How a women's Six Nations match in 2006 lead to the first complete database of all women's international rugby results.
In March 2006 England beat Ireland 29-10 in the Six Nations at Old Albanians to win the Six Nations.
I was present at the match as my daughter’s team was doing the Guard of Honour at the start, and – as the game had the most basic of match programmes - came home wondering whether England had won the tournament before, and how that result compared with others the teams had played and so on.
I turned to the Internet and found, as near to nothing as makes no odds. There were a few exceedingly random reports of a few games on BBC and RFU websites, but other than that silence.
No records, no scores, no tournament histories. Nothing.
I approached one of the leading names in rugby statistics and received a one line replay – “no-one is interested”.
Well, I was damn well interested, and suspected I was not alone.
And so, began what would become a five-year campaign to track down every women’s test match – and along the way every women’s sevens international. Helped by a network of enthusiasts around the world who help search websites, books, newspapers and magazines in many different languages throughout the world – and a Wikipedia page that began with more blanks than results but which was gradually to be filled in with the last obvious gaps being closed in in 2011.
In practice Wikipedia is far from ideal, so the data moved to a spreadsheet allowing for quicker searching just in time for the 2010 World Cup on Sky, with the database being the source of almost all of the statistics that the commentary team used – because they were not available from anywhere else. And, having become part of Scrumqueens, it became an essential tool for the new website.
The spreadsheet also began to be routinely sent to commentary teams and journalists anywhere and when World Rugby finally wanted to launch a rating system for women’s test rugby again this was again the source that was turned to. Because there was nothing else.
But the question of how to make the information easily available to everyone – every rugby fan – has been a long term challenge that I and Scrumqueens have puzzled over, not least because the development of such a resource was well beyond the site’s resources.
Until this year when the wonderful people at Ludis Analytics came along. With a great women’s rugby background they took on the task and allow us, today, to launch the Scrumqueens Data Dashboard.
What can you find on Dashboard
· The results of every women’s test match and official sevens international ever played
· The results of many other major international games without test status
· The ability to sort and search the results in any way you wish – and download the whatever you find
· Summaries of all teams’ results, both in total, but also against any other team in any other tournament
There is no player information because, well, there are limits.
It should also be added that the definition of what a “test match” is (and is not) in women’s rugby is about as clear as mud, especially prior to about 2010, and ultimately what we list is our interpretation. When and if someone in authority sits down and decides once and for all whether, (for example) the Irish President’s XV v England in 2008 was or was not a test (Ireland said it wasn’t, England said it was, and awarded caps) we will honour their decision. But until they do we follow the opinion of the home team (or tournament organiser).
There may also be tests out there that we have not heard of (like Trinidad vs Venezuela in 2001, which we only uncovered a couple of years ago) and it will be wonderful if the publication help find a few more untold stories of women’s rugby.
In the meanwhile, please enjoy, play with, share, and even republish the data (its free, but if you can give Scrumqueens a credit that would be cool). Women’s rugby has a proud history, and this is one more step in getting that known.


__EXERCISE__
Your job here is to restate every record exactly, pictures excluded.

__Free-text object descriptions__

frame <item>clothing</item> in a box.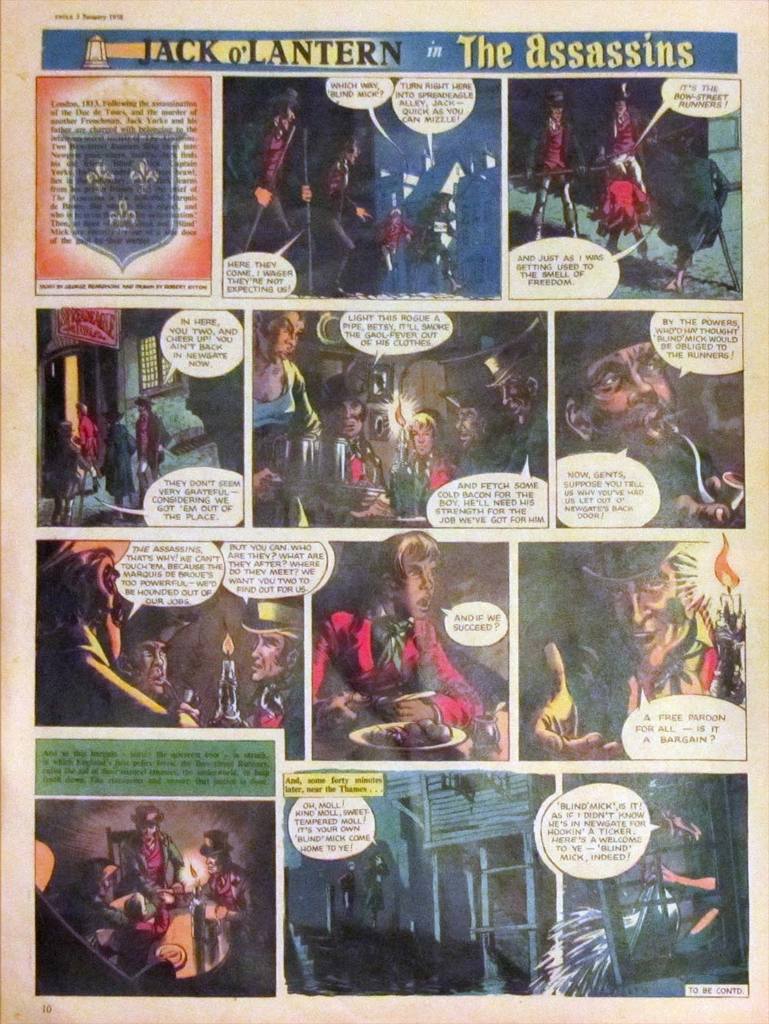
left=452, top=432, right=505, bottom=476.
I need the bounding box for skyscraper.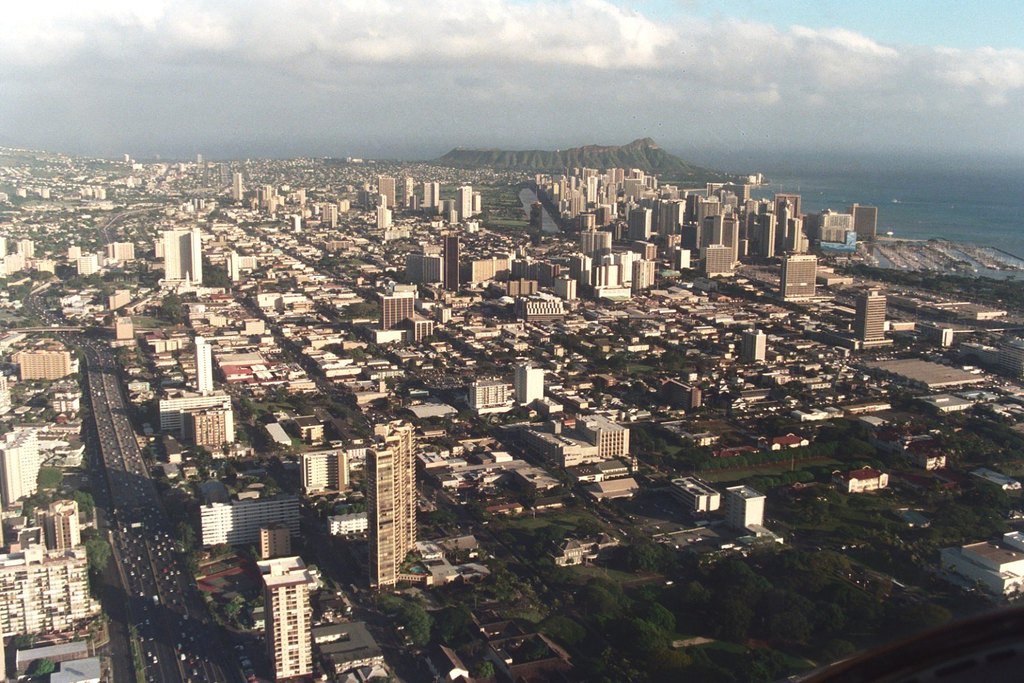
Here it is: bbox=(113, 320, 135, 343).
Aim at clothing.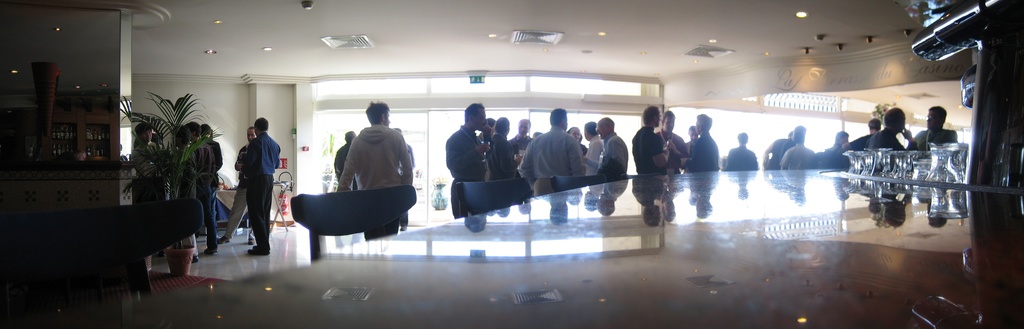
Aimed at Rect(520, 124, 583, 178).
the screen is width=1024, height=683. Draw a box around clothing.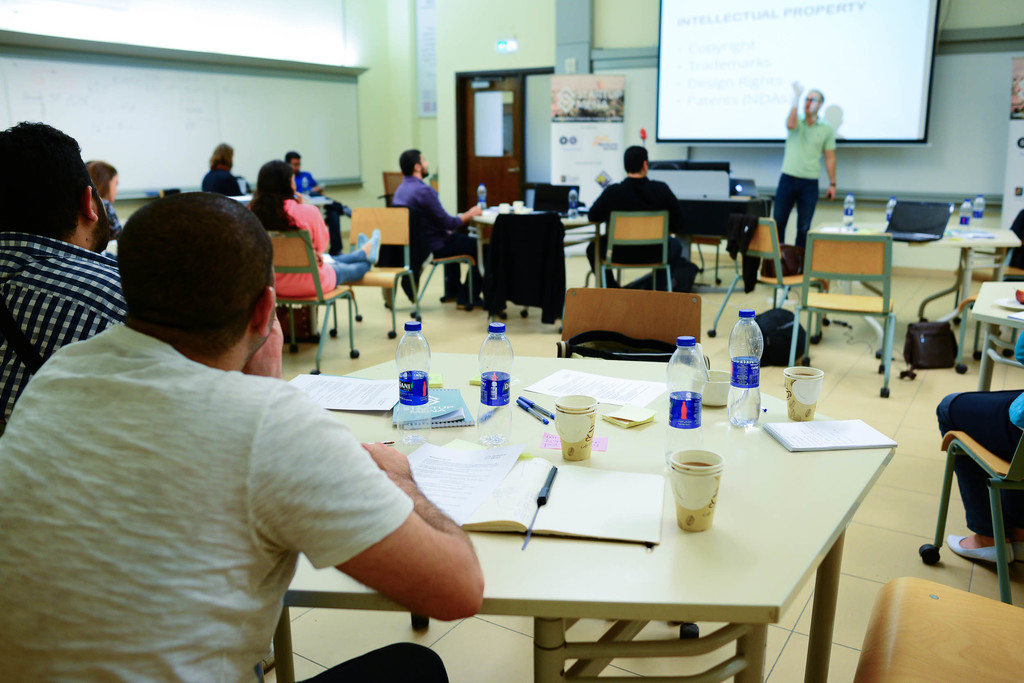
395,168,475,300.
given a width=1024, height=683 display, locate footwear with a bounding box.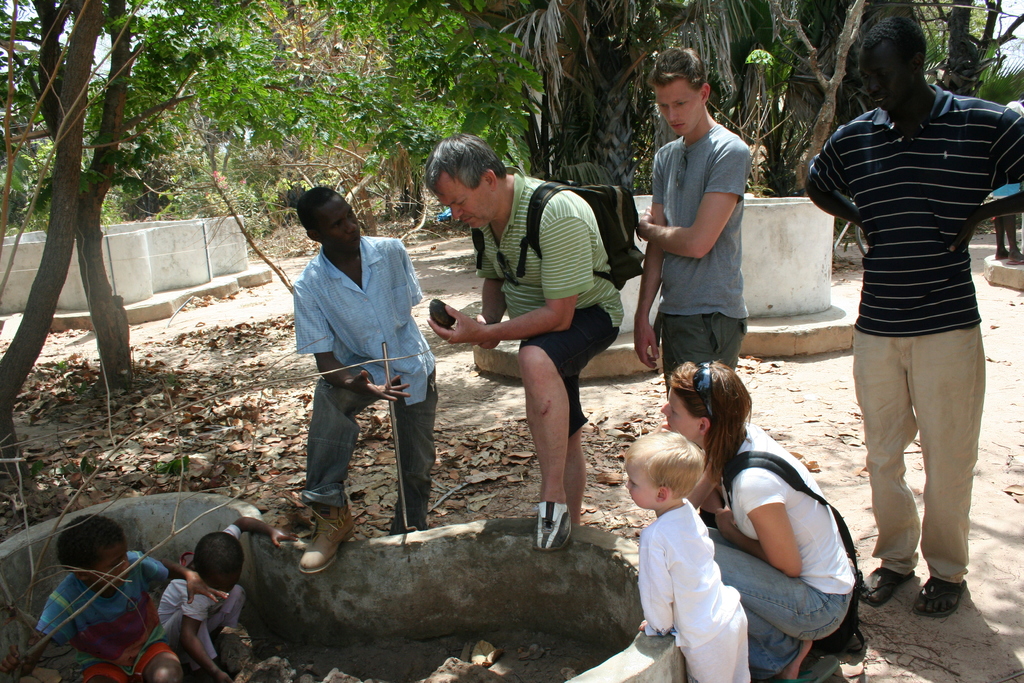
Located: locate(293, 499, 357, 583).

__EXPECTED ANSWER__
frame <item>clothing</item> in a box.
left=452, top=432, right=505, bottom=476.
I need the bounding box for skyscraper.
Here it is: bbox=(113, 320, 135, 343).
Aim at clothing.
Aimed at Rect(520, 124, 583, 178).
the screen is width=1024, height=683. Draw a box around clothing.
395,168,475,300.
given a width=1024, height=683 display, locate footwear with a bounding box.
Located: locate(293, 499, 357, 583).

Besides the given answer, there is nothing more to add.